Attention Score in Context

This research output has an Altmetric Attention Score of 1. This is our high-level measure of the quality and quantity of online attention that it has received. This Attention Score, as well as the ranking and number of research outputs shown below, was calculated when the research output was last mentioned on 30 March 2017.
All research outputs
#19,951,180
of 25,382,440 outputs
Outputs from Frontiers in oncology
#9,325
of 22,428 outputs
Outputs of similar age
#235,480
of 322,532 outputs
Outputs of similar age from Frontiers in oncology
#42
of 66 outputs
Altmetric has tracked 25,382,440 research outputs across all sources so far. This one is in the 18th percentile – i.e., 18% of other outputs scored the same or lower than it.

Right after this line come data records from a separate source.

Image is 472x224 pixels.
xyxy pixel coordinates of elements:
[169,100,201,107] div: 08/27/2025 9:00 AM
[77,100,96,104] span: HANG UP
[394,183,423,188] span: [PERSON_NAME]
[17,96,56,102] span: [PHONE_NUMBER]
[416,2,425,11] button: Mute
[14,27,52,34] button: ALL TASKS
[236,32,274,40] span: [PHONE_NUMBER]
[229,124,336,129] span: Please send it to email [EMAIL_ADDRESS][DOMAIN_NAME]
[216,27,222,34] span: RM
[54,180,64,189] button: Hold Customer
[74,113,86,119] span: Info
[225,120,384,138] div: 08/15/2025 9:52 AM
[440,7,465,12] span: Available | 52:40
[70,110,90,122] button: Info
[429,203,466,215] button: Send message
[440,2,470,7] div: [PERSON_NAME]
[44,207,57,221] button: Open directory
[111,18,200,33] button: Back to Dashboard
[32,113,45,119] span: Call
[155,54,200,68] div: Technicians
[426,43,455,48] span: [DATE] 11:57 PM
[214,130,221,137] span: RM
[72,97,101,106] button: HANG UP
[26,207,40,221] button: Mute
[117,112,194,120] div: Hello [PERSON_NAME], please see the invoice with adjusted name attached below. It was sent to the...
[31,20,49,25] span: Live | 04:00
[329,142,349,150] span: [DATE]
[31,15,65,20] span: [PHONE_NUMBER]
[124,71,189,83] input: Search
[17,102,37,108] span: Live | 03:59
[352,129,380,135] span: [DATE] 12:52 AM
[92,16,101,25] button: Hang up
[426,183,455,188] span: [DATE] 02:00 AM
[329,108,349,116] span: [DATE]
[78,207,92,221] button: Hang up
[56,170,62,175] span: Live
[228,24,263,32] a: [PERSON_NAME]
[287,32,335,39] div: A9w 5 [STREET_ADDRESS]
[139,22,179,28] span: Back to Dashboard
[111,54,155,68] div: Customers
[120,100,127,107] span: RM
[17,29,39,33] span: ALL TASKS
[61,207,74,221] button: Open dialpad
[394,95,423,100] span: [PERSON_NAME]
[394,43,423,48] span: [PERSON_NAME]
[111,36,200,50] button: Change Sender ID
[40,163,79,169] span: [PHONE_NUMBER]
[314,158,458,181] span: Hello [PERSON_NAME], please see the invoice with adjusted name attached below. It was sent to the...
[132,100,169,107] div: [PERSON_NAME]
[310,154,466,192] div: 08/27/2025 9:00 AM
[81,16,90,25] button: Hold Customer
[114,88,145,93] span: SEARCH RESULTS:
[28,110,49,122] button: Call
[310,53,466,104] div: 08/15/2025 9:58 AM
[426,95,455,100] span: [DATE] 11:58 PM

So far Altmetric has tracked 22,428 research outputs from this source. They receive a mean Attention Score of 3.0. This one is in the 49th percentile – i.e., 49% of its peers scored the same or lower than it.
Older research outputs will score higher simply because they've had more time to accumulate mentions. To account for age we can compare this Altmetric Attention Score to the 322,532 tracked outputs that were published within six weeks on either side of this one in any source. This one is in the 22nd percentile – i.e., 22% of its contemporaries scored the same or lower than it.
We're also able to compare this research output to 66 others from the same source and published within six weeks on either side of this one. This one is in the 19th percentile – i.e., 19% of its contemporaries scored the same or lower than it.